The Botometer’s creator expressed surprise that Musk used the tool, noting that it lets you “choose any threshold you want and to get any result you want.” Twitter pointed out that the Botometer once gave Musk’s Twitter account a rating of 4 out 5, suggesting the tool saw Musk as more bot-like than human-like. Twitter has also repeatedly said its spam estimates are accurate and that Musk has no right to exit the merger agreement based on the number of spam accounts.
Whistleblower complaint might help Twitter instead
Though Zatko’s complaint accused Twitter of lying to Musk, TechDirt’s Mike Masnick outlined reasons to doubt that conclusion in a lengthy post titled, “Twitter Whistleblowing Report Actually Seems To Confirm Twitter’s Legal Argument, While Pretending To Support Musk’s.”
As Masnick notes, Twitter’s mDAU estimate “has never meant that less than 5 percent of all accounts, or all tweets, or all activity is spam or bots. It just means that less than 5 percent of what is counted in their mDAU number is.” We’ve similarly pointed out in various Ars articles that Musk has argued against Twitter’s 5 percent estimate by talking about the percentage of spam across all Twitter accounts, even though the mDAU figure only includes accounts that are logged in and can see ads each day.
Yet Zatko’s argument that Musk is correct hinges on counting spam bots that aren’t part of the mDAU number. Here’s what Zatko’s complaint said:
However there are many millions of active accounts that are not considered “mDAU,” either because they are spam bots, or because Twitter does not believe it can monetize them. These millions of non-mDAU accounts are part of the median user’s experience on the platform. And for this vast set of non-mDAU active accounts, Musk is correct: Twitter executives have little or no personal incentive to accurately “detect” or measure the prevalence of spam bots.
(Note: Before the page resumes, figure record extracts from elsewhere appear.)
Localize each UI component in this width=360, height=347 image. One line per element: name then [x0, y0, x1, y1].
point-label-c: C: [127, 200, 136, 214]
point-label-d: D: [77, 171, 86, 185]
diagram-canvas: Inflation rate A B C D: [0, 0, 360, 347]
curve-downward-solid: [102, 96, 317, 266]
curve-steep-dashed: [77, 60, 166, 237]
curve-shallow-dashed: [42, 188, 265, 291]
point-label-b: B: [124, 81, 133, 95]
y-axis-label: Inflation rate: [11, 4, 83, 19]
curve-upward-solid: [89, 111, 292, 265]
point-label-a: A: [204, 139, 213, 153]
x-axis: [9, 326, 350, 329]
Masnick pronounced himself “really confused by this section, and the claims that ‘Musk is correct.’ Because in court they’re not arguing about how much spam is on the overall platform. They’re arguing about how much is in the mDAU.” Yet the quoted paragraph from Zatko’s complaint “confirms exactly what Twitter has been saying in SEC filings and in court. What it reports to the SEC is an estimate of how many spam accounts slip through other processes, and are inadvertently counted in the mDAU,” Masnick wrote.
“The fact that Mudge is saying that there are spam accounts outside the mDAU… is the very point that Twitter has been making and that Musk keeps misrepresenting,” Masnick continued. “mDAU does not include all accounts on the platform. And the only way in which the spam counting could even be remotely relevant to the case (and, again, it’s not) is if Twitter made a material misstatement to the SEC.”
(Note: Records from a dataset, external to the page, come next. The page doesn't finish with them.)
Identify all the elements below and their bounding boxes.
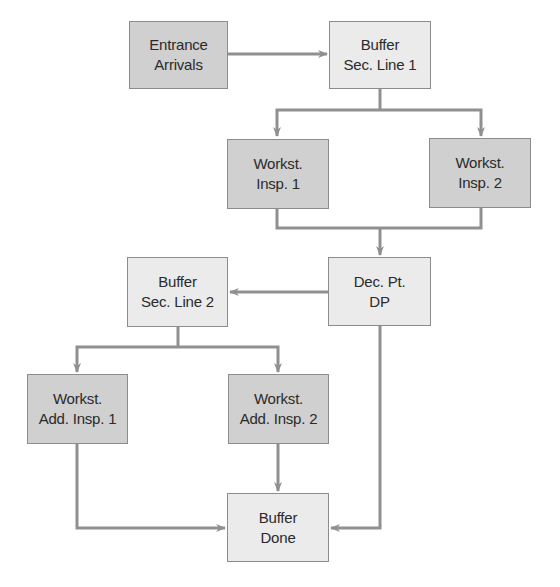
node-workst-add-insp-2: Workst. Add. Insp. 2: [228, 374, 329, 444]
node-label-line2: Insp. 2: [458, 173, 502, 193]
edge-addinsp1-to-done: [77, 443, 225, 528]
edge-insp2-merge: [380, 207, 481, 228]
node-label-line1: Workst.: [253, 154, 302, 174]
node-label-line2: Sec. Line 1: [344, 55, 417, 75]
node-buffer-sec-line-2: Buffer Sec. Line 2: [127, 257, 228, 327]
node-label-line1: Entrance: [149, 35, 207, 55]
node-label-line1: Buffer: [361, 35, 400, 55]
node-label-line1: Buffer: [259, 508, 298, 528]
node-workst-add-insp-1: Workst. Add. Insp. 1: [27, 374, 128, 444]
node-label-line1: Buffer: [158, 272, 197, 292]
node-label-line2: DP: [369, 292, 389, 312]
node-label-line1: Workst.: [254, 389, 303, 409]
node-entrance-arrivals: Entrance Arrivals: [129, 21, 228, 89]
edge-insp1-merge: [277, 208, 380, 228]
node-label-line1: Dec. Pt.: [354, 272, 406, 292]
node-label-line2: Add. Insp. 2: [240, 409, 318, 429]
node-workst-insp-2: Workst. Insp. 2: [429, 138, 531, 208]
node-label-line2: Arrivals: [154, 55, 202, 75]
node-label-line2: Sec. Line 2: [141, 292, 214, 312]
node-label-line2: Done: [260, 528, 295, 548]
node-label-line2: Insp. 1: [256, 174, 300, 194]
edge-buffer1-to-insp1: [277, 110, 380, 136]
node-label-line1: Workst.: [455, 153, 504, 173]
edge-buffer2-to-addinsp2: [178, 347, 278, 372]
node-decision-point: Dec. Pt. DP: [328, 257, 431, 326]
node-workst-insp-1: Workst. Insp. 1: [227, 139, 329, 209]
flowchart-canvas: Entrance Arrivals Buffer Sec. Line 1 Wor…: [0, 0, 560, 587]
node-label-line1: Workst.: [53, 389, 102, 409]
edge-buffer1-to-insp2: [380, 110, 481, 136]
edge-buffer2-to-addinsp1: [77, 347, 178, 372]
node-buffer-sec-line-1: Buffer Sec. Line 1: [329, 21, 431, 89]
edge-decision-to-done: [331, 325, 380, 528]
node-buffer-done: Buffer Done: [227, 493, 329, 562]
node-label-line2: Add. Insp. 1: [39, 409, 117, 429]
Zatko’s wide-ranging complaint could be problematic for Twitter in other ways. The Federal Trade Commission is reportedly reviewing the complaint, and the US Senate Judiciary Committee set up a hearing with Zatko for September 13. Zatko has also reportedly discussed the complaint with staff at several other Congressional committees.
Musk seeks mDAU documents and much more
Nonetheless, Musk is seeking a wide range of documents and communications related to mDAU from Zatko. The mDAU requests include but aren’t limited to documents and messages about “Twitter’s use of mDAU as a ‘Key Metric,’ as noted in Twitter’s SEC filings”; documents “supporting, refuting, or otherwise relating to Twitter’s representation” to the SEC that less than 5 percent of mDAU are spam; and documents about how the mDAU metric and spam numbers are calculated.
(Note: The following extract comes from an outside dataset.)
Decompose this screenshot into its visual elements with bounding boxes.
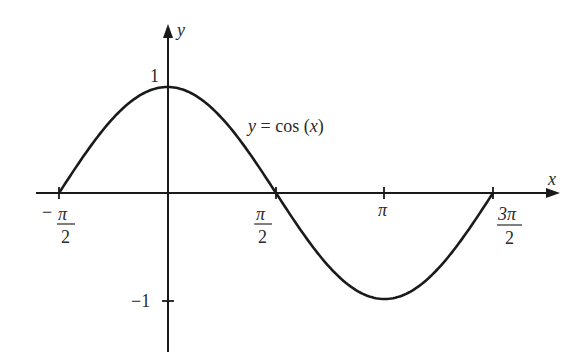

Musk wants documents and messages related to “Twitter’s use of any other user metric other than mDAU, including but not limited to, daily active users, monthly active users, daily user engagement, monthly user engagement, or advertisement engagements.” Another request targets documents “describing any process or workflow” that Twitter uses to detect and label accounts as spam or false.
Musk also wants “Documents and Communications regarding foreign intelligence service agents employed at Twitter.” That’s apparently in response to Zatko’s allegation that the “Indian government forced Twitter to hire specific individual(s) who were government agents.” Also, a federal jury recently convicted a former Twitter employee of acting as a foreign agent for Saudi Arabia.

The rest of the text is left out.